Self-supervised contrastive learning models, such as CLIP, have set new benchmarks for vision-language models in many downstream tasks. However, their dependency on rigid one-to-one mappings overlooks the complex and often multifaceted relationships between and within texts and images. To this end, we introduce RankCLIP, a novel pre-training method that extends beyond the rigid one-to-one matching framework of CLIP and its variants. By extending the traditional pair-wise loss to list-wise, and leveraging both in-modal and cross-modal ranking consistency, RankCLIP improves the alignment process, enabling it to capture the nuanced many-to-many relationships between and within each modality. Through comprehensive experiments, we demonstrate the effectiveness of RankCLIP in various downstream tasks, notably achieving significant gains in zero-shot classifications over state-of-the-art methods, underscoring the importance of this enhanced learning process.
Paper Structure (32 sections, 10 equations, 7 figures, 7 tables, 1 algorithm)

This paper contains 32 sections, 10 equations, 7 figures, 7 tables, 1 algorithm.

Figures (7)

  • Figure 1: Comparison of learning outcomes between CLIP and RankCLIP using three text-image pairs: dog ( red), cat ( blue), and car ( yellow). (a) Contrastive loss treats all unmatched relationships equally, failing to distinguish latent similar attributes between dog and cat versus airplane. RankCLIP addresses this issue by leveraging the shared attributes in (c) during training, improving the final trained embedding distribution from (b) to (d).
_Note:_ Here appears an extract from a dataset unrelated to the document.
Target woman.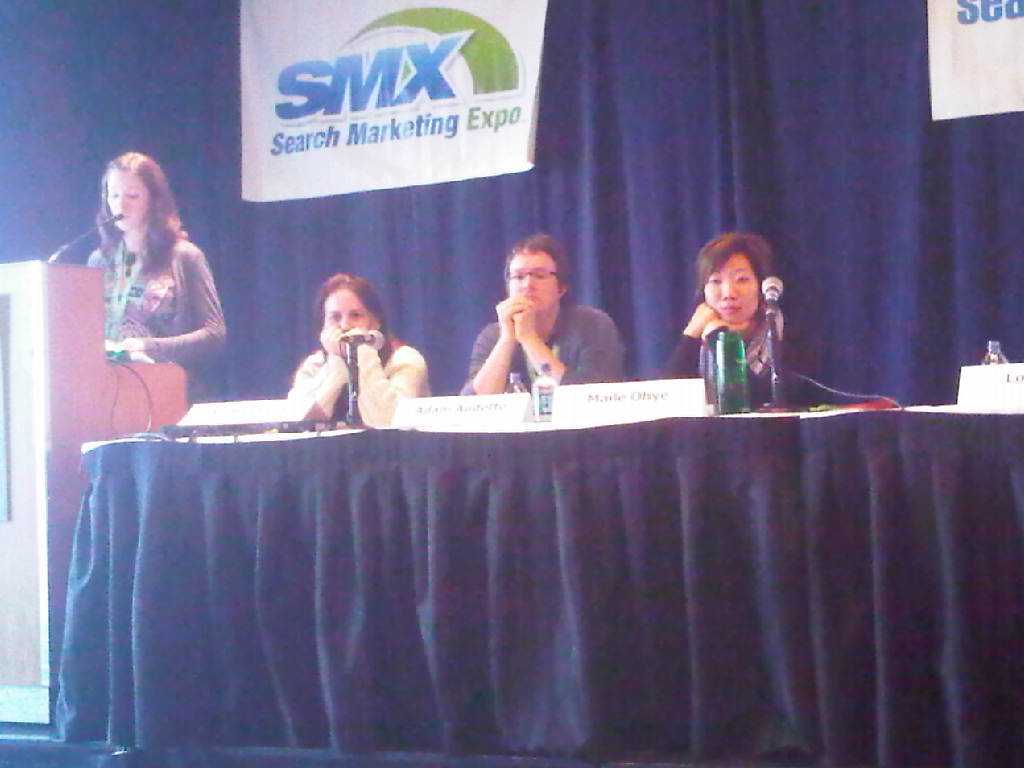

  • Figure 2: Overview of RankCLIP. Unlike conventional contrastive loss, which includes only the middle term, RankCLIP introduces both cross-modal and in-modal consistency terms by minimizing a self-supervised, list-wise ranking loss. Paired images and texts are indicated by matching contour line colors. $V$, $T$, and $S$ represent image embeddings, text embeddings, and similarity scores, respectively.
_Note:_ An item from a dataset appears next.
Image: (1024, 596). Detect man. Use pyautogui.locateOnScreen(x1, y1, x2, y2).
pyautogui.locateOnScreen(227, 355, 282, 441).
  • Figure 3: Effect of $\lambda_1$ and $\lambda_2$ on zero-shot classification (ImageNet1K) and retrieval (MSCOCO).
  • Figure 4: Ablation studies of CLIP and RankCLIP trained with different data sizes. Left: zero-shot top-1 classification accuracy on ImageNet1K with various data sizes randomly sampled from CC3M. RankCLIP consistently outperforms CLIP with significant margins. Right: zero-shot top-1 classification accuracy on ImageNet1K (horizontal axis) and ImageNet1K-R (vertical axis). RankCLIP demonstrates better robustness as well as accuracy.
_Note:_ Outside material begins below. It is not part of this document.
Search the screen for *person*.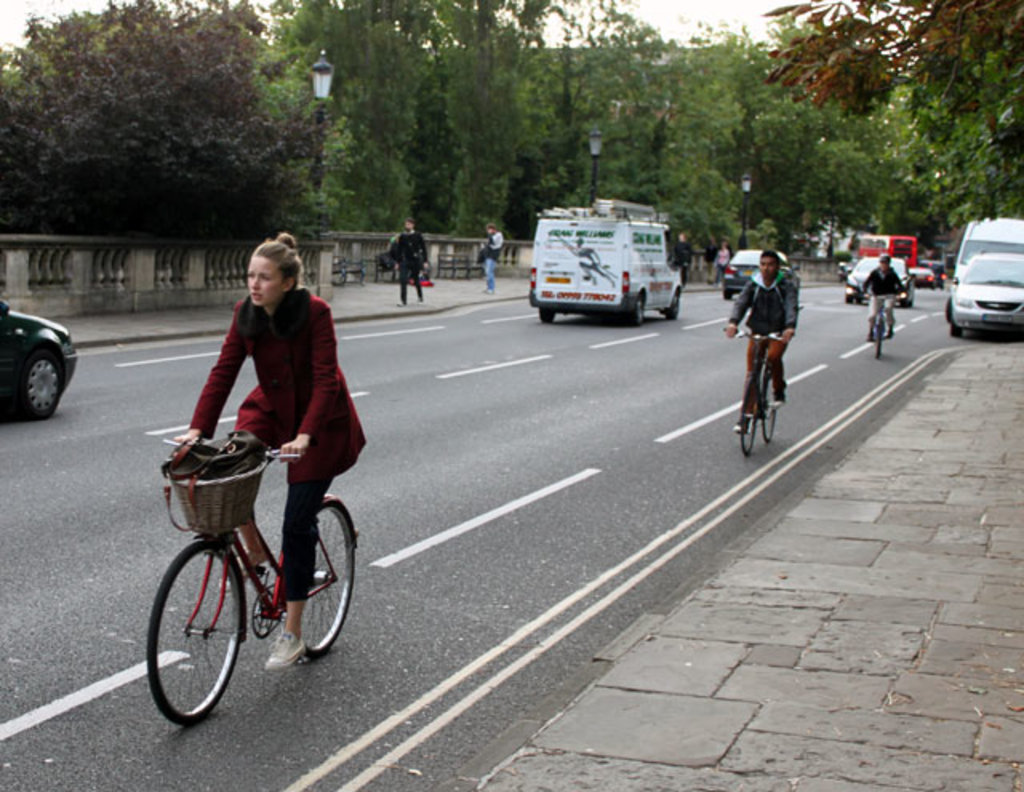
Found at crop(856, 254, 906, 342).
  • Figure 5: For a given text query, we present the top ten most semantically relevant images (ordered from left to right) obtained through both CLIP and RankCLIP. In comparison to CLIP, our approach consistently retrieves images that more comprehensively align with the textual description, maintaining this advantage even after the correct reference image appears in the ranked results.